Thursday, June 16, 2005


I TOLD YOU I WAS ORGANIZED

I hope you can't really imagine my double-whammy of massive chagrin, potentially leading to general ulceration, arterial meltdown and possible brain explosion, when my deadline-serving US foreign resident's tax return - also known as "The Curse of Nixon" - (to be postmarked no later than June 15 under penalty of the IRS version of Al Ghraib), mailed on the 14th 'for a little postmark elbow room,' was found in my own mailbox the next day, marked undeliverable. I had forgotten to put a stamp on the envelope. My subconscious had signed off on it as very official-looking, hence as-is deliverable. I don't recall where my conscious was at the time, if it was even in the neighborhood.

This realization was realized, in the state elaborated above, at about 6pm on the 15th itself; I therefore instantly jumped into the car with IRS envelope in teeth and drove to the far-off but last closing post office (6:30) at a speed that would get me pole position at Indianapolis, had I a passport to go there. I arrived figuratively breathless (I was driving, after all) at 6:28 and asked the remarkably angelic looking lady at the counter to please make sure that the envelope was postmarked today, June 15, which she accomplished right before my very eyes and I was happy. Until I returned home.

For home is where, in preparation for my US trip, I then began to plan the tight schedule for confirming my ticket with a copy of my passport; for using my passport to obtain my multiple re-entry permit, so that upon departure I am not erased from Japan's delicate xenomemory banks and can return with my visa intact; and for using my passport to obtain my international driver's license. I glanced at my passport and found that it had expired a year ago last April.

Thus, for nearly a year and a half I had been - and am, even as I write this - a man without a country. If I hadn't casually checked my passport and had attempted to go anywhere by plane, I'd still be circling the North Pole. Likely using the same thought processes that had put no stamp on the most legally important envelope of the year, I had thought my passport expired in 2010; but as my brother used to have frequent occasion to say, "See what happens when you think?"

So today in the big city I lunch-hour rushed to the US consulate, made it through the gauntlet of detectors, wands etc. without being called aside for lengthy questioning by men in shades and black suits and applied for a new passport with full-color Cheney, Rice and their boss smirking over my shoulder. Given my organizational powers, soon as I get my passport maybe I'll run for president.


● **Problem**
Where does the word "through" occur in the material? Copy each line that has it.

[Opening Exercise data section]

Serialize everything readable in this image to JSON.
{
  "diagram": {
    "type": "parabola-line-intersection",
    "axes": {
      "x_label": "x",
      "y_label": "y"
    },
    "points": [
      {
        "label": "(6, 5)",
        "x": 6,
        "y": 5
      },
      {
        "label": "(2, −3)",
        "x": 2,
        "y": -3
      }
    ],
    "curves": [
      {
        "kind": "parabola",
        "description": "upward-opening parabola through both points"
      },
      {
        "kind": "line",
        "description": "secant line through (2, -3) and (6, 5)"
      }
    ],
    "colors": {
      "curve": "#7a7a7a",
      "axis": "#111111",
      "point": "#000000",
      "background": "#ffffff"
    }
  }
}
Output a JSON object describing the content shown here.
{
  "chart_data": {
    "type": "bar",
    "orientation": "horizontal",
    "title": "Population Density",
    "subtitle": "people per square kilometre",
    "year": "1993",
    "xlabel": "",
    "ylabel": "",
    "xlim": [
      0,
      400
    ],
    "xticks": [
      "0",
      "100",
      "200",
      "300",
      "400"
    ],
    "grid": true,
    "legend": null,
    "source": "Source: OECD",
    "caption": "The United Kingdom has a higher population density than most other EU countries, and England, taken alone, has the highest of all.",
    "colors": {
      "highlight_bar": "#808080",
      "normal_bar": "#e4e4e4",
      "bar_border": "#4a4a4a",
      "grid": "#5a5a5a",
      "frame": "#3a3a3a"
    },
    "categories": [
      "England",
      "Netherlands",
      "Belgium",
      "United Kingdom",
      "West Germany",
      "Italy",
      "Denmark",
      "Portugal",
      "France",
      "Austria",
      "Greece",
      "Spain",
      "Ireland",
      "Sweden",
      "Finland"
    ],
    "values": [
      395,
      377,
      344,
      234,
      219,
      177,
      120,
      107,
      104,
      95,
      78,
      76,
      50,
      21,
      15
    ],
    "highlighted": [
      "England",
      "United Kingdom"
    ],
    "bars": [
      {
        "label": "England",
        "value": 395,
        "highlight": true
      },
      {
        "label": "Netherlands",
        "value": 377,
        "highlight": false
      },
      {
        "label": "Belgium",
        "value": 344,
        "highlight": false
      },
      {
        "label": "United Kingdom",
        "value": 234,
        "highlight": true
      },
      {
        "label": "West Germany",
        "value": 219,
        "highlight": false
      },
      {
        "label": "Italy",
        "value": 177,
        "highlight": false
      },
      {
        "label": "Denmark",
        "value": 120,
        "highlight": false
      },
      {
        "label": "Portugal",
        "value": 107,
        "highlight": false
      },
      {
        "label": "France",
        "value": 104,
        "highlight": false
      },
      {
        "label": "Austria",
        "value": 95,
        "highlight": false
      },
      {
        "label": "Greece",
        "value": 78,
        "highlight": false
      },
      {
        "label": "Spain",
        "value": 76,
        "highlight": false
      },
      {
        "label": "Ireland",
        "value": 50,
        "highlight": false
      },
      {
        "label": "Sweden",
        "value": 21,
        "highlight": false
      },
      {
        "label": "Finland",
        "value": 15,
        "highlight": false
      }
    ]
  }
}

[Closing Exercise data section]
[Opening Exercise data section]

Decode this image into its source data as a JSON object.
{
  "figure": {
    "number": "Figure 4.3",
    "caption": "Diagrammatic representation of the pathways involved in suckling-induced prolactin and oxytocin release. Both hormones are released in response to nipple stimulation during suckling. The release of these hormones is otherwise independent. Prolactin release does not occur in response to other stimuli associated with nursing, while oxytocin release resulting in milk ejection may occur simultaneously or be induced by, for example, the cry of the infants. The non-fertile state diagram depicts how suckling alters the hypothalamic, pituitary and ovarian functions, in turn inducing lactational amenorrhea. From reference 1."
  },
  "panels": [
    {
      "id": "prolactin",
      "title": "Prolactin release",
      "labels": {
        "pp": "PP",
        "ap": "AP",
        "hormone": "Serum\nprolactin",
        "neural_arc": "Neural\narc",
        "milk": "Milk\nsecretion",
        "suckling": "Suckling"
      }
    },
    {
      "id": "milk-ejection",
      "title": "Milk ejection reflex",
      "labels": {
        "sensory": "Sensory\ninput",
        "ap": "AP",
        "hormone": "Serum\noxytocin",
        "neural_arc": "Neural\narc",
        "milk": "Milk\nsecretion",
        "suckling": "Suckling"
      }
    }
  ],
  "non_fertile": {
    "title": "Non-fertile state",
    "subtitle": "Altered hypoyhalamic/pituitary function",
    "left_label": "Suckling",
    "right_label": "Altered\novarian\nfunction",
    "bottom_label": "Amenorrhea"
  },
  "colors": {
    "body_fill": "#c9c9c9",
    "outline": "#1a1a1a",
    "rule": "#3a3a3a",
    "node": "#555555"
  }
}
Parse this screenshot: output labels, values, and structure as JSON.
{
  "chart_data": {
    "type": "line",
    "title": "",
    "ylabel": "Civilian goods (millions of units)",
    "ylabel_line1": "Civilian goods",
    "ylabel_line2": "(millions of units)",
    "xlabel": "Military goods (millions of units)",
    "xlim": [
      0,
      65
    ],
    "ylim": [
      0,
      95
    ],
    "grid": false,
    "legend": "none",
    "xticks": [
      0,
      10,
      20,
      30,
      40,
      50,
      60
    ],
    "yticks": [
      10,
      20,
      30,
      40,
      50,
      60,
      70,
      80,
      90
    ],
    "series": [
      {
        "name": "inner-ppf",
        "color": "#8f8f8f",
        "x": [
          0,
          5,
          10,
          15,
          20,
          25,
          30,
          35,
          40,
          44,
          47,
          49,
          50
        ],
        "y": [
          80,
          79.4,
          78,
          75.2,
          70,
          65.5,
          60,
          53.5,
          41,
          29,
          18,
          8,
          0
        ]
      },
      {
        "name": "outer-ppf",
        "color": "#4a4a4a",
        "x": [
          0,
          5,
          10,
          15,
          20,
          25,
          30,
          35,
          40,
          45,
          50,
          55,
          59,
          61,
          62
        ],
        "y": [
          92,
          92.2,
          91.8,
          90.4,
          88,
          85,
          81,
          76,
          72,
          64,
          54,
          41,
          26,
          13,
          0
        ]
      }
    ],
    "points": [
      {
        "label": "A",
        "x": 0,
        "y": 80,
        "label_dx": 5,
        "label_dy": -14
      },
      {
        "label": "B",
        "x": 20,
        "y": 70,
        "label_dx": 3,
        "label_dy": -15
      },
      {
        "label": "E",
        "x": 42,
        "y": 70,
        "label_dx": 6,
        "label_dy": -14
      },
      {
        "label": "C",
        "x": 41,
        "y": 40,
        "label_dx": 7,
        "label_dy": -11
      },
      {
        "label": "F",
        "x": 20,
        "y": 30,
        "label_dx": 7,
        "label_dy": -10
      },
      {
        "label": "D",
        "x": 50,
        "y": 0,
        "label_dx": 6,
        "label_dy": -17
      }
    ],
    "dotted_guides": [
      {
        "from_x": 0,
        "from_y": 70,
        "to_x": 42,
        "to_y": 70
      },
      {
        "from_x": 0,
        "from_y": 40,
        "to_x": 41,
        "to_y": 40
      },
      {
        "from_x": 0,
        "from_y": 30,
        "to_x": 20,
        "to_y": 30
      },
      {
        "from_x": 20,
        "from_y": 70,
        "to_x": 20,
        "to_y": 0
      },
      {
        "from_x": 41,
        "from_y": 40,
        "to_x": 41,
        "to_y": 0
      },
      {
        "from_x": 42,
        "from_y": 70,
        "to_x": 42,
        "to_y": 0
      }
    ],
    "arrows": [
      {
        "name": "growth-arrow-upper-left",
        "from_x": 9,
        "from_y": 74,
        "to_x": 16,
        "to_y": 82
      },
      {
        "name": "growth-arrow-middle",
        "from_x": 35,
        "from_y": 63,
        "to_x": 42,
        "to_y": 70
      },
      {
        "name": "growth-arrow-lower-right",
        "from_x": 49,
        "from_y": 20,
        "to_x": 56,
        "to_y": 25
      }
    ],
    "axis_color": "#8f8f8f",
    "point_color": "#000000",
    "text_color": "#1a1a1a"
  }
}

[Closing Exercise data section]

● **Your solution**
        "description": "upward-opening parabola through both points"
        "description": "secant line through (2, -3) and (6, 5)"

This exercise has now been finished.